Social value is meant to make public spending meaningful. The idea is simple; if you’re working with public money, you should improve the community while you’re at it. But the way we measure that improvement has started to distort what it means.

The rise of monetised social value frameworks, calculators, and portals has turned something human into something transactional. What was meant to build connection now builds compliance.

As I said during my talk at The Institute for Social Value Forum, “If you monetise social value, you get exactly what you’ve paid for, and not an ounce more.”

The illusion of precision

On paper, social value calculators look brilliant. They promise objectivity  and a way to translate community benefit into pounds and pence. One hour of volunteering equals £14. A job created equals £33,000. A community event equals £2,500 in social return.

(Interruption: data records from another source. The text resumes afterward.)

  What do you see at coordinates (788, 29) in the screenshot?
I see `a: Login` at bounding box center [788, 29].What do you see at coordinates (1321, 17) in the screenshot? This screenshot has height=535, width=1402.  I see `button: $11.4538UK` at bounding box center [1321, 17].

The trouble is, life doesn’t fit into a spreadsheet.

When businesses start chasing the biggest “return”, they inevitably pick the highest-scoring activities, not the most meaningful ones. A contractor might spend a day painting a school fence instead of funding a year-long employability programme because the former is cheaper, simpler, and still ticks the same box.

It’s rational behaviour inside a flawed system. We’ve rewarded the wrong thing.

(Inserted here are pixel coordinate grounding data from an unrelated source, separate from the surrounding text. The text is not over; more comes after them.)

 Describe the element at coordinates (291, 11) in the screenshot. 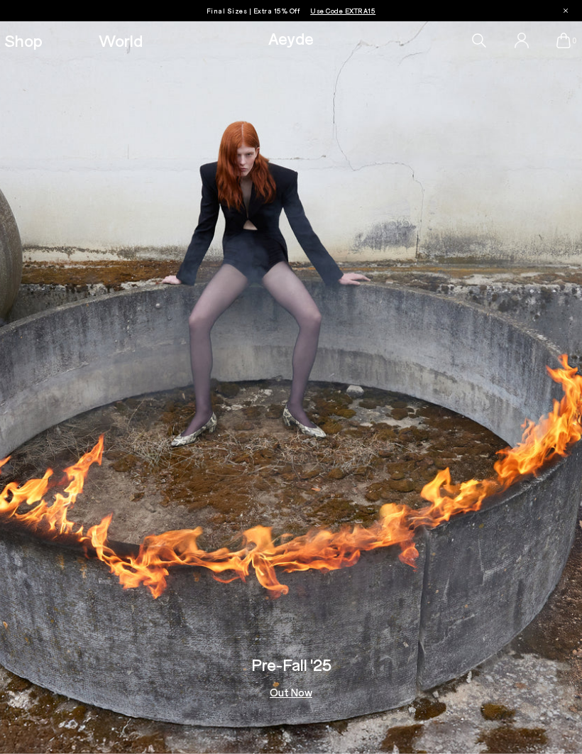

I see `p: Final Sizes | Extra 15% Off` at that location. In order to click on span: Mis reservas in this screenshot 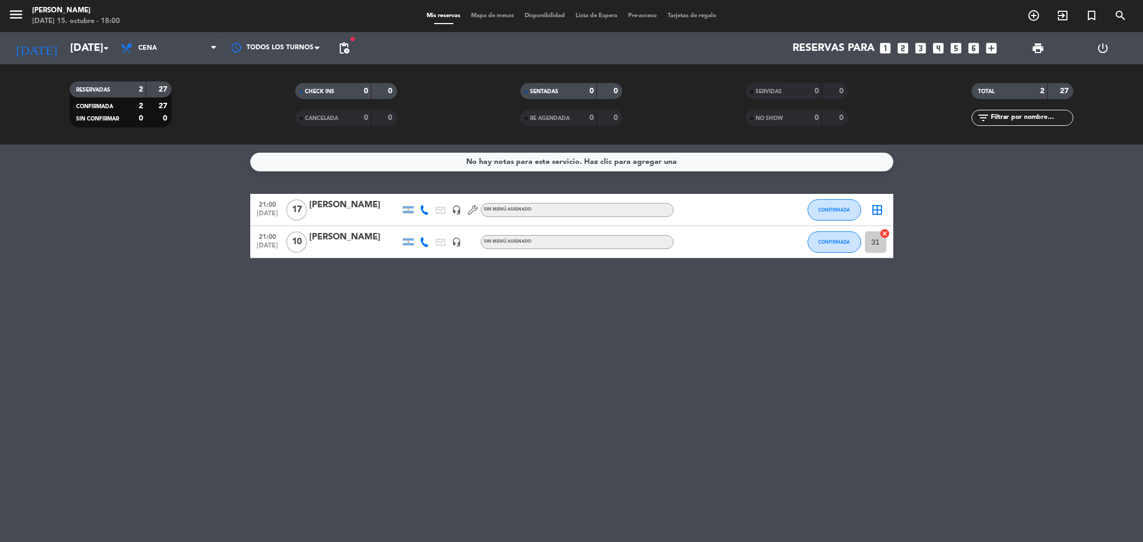, I will do `click(443, 16)`. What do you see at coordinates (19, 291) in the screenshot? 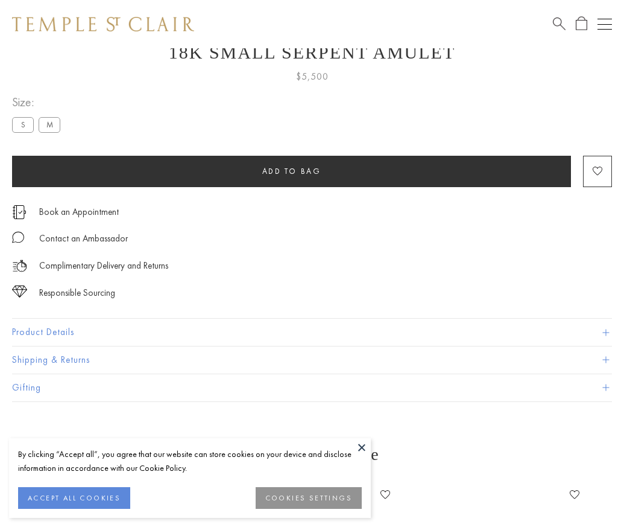
I see `img: icon_sourcing.svg` at bounding box center [19, 291]. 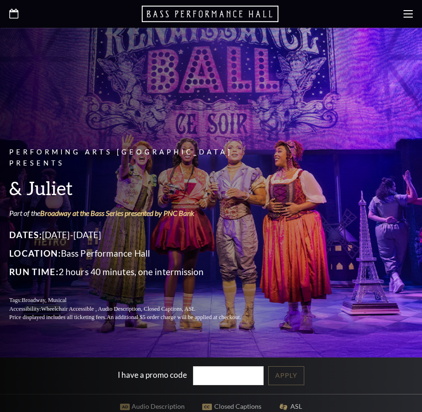 What do you see at coordinates (118, 309) in the screenshot?
I see `span: Wheelchair Accessible , Audio Description, Closed Captions, ASL` at bounding box center [118, 309].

The gaming of good intentions

“Humans are problem-solving machines,” I said in my forum talk, “so if the system rewards a certain type of number, that’s the number winning bidders go for.”

That’s the quiet failure of current frameworks: they incentivise optimisation, not authenticity. They make it easier to look socially valuable than to be socially valuable.

A portal might tell a contractor exactly how to score the most points per pound. But it can’t tell them what matters most in their community. It can’t tell them that the local food bank needs a new fridge, not 20 volunteers for one day. It can’t see that the small mental health charity down the road is drowning in admin while corporate teams keep asking to “help out for an afternoon”.

Social value shouldn’t be gamified. It should be guided.

The real cost of convenience

Calculators exist for a reason. Councils are underfunded. Officers are overstretched. They need a simple way to report, compare, and audit. In that sense, portals solve an administrative problem.

But they create a cultural one.

When success is measured by data entry rather than real change, social value becomes about evidence, not impact. Time that could be spent building relationships gets lost in spreadsheets and portal uploads. Charities are asked for proof instead of partnership. Businesses deliver for compliance instead of conscience.

What starts as efficiency becomes distance.

A better measure

We don’t need to scrap measurement, we just need to measure differently.

Real social value should be tracked through stories, case studies, and lived outcomes. Councils should look at how communities feel about projects, not just what numbers appear in the portal.

Imagine a system that tracks continuity, how long a partnership lasts, how many people are supported six months later, how the charity’s capacity has grown because of the collaboration. Those metrics take more effort, but they tell the truth.

The most meaningful social value isn’t a figure on a dashboard. It’s a local resident getting a job, a young person gaining confidence, or a charity finally having the time to plan its future.

Portals were meant to make social value easier. In practice, they’ve made it shallower.

It’s time to stop scoring it and start shaping it, to bring decision-making back to people, not calculators.

In Part 4, we’ll explore what genuine, balanced partnerships look like, and how to move from one-off “helicopter” projects to long-term collaboration that actually lasts.